Kenya Wins Backing for Extending Ivory Trade Ban

Kenya has secured the support of 16 African governments in its battle with neighboring Tanzania over a proposal to allow for controlled trade in ivory. At least two thirds of the 23 member African Elephants Coalition are backing Kenya’s proposal to replace the nine-year moratorium on ivory trade, which ends in 2019 with a 20-year moratorium.

If adopted, the proposal will bind all parties to the Convention on International Trade in Endangered Species of Wild Fauna and Flora (CITES) to outlaw trade in ivory a move that Tanzania and Zambia have opposed.

Reports from the six-days of meeting of AEC in Brussels indicate that Mali, Benin, Central African Republic, Chad, Ethiopia, Ghana, Guinea, Guinea Bissau, Mauritania, Niger, Nigeria, Rwanda, Senegal, Togo, Republic of Congo and Government of Southern Sudan backed Kenya’s proposal to maintain the strongest possible international moratorium on trade in ivory.

"No proposals for trade in ivory should be considered until COP18 in 2019. Proposals from Tanzania and Zambia should therefore be withdrawn," a statement issued after the meeting chaired by Mali and Kenya said.

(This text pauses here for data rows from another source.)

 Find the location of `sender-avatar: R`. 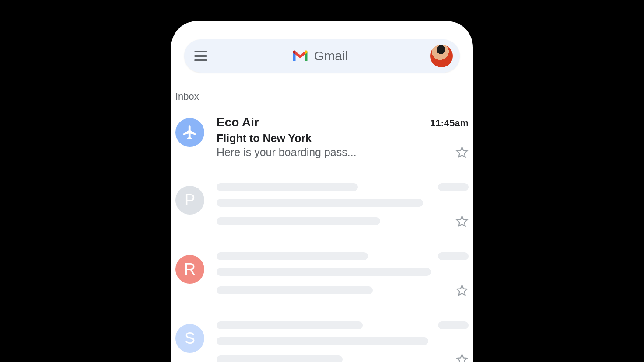

sender-avatar: R is located at coordinates (190, 269).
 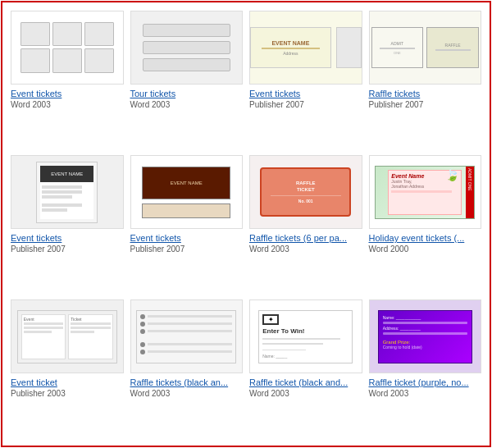 I want to click on list-item: Tour tickets Word 2003, so click(x=187, y=80).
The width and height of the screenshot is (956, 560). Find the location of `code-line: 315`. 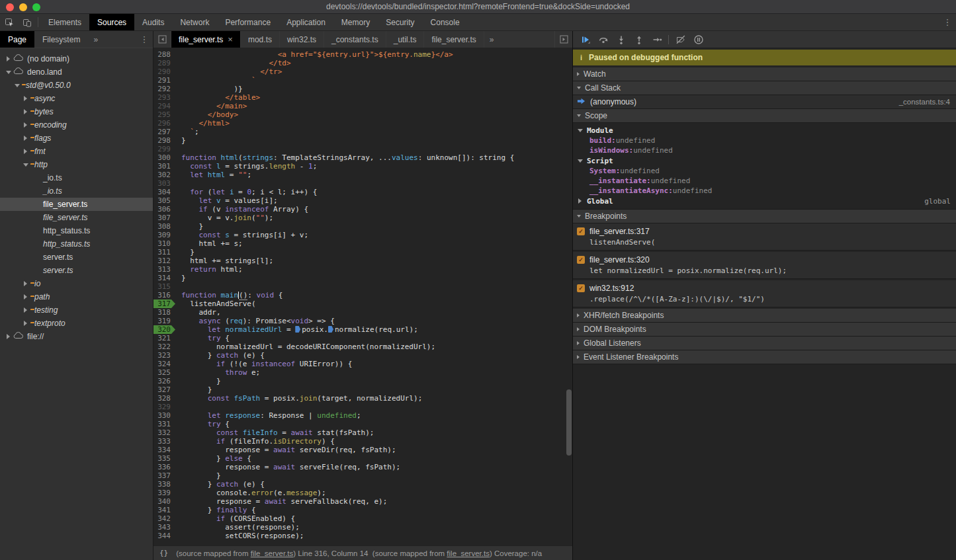

code-line: 315 is located at coordinates (363, 287).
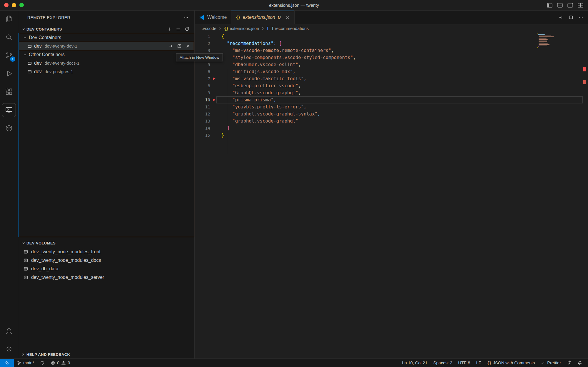  Describe the element at coordinates (202, 79) in the screenshot. I see `line-number: 7` at that location.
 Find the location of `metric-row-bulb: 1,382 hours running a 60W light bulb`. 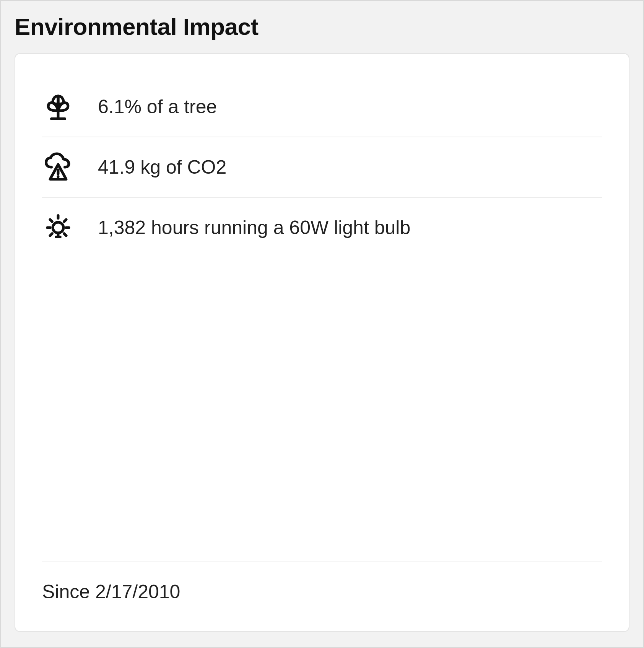

metric-row-bulb: 1,382 hours running a 60W light bulb is located at coordinates (322, 227).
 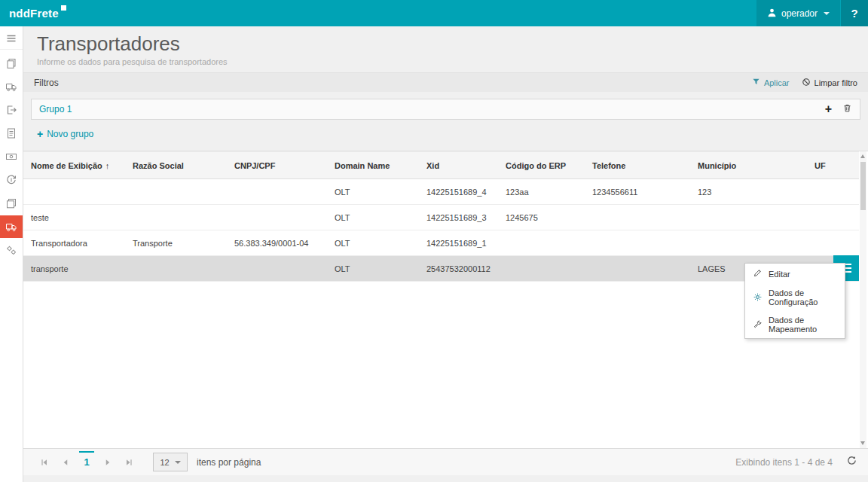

The position is a huge blow to efforts by the Tanzania and Zambia governments that had last November asked the CITES secretariat to remove the African elephant, Loxodonta africana, from the list of animals facing extinction (Appendix I) to Appendix II. That move would effectively have meant that trade in ivory and elephants would not be banned but controlled.

Trade in species facing extinction is allowed under exceptional circumstances while that involving species in the second tier is managed to avoid utilisation that can endanger their survival.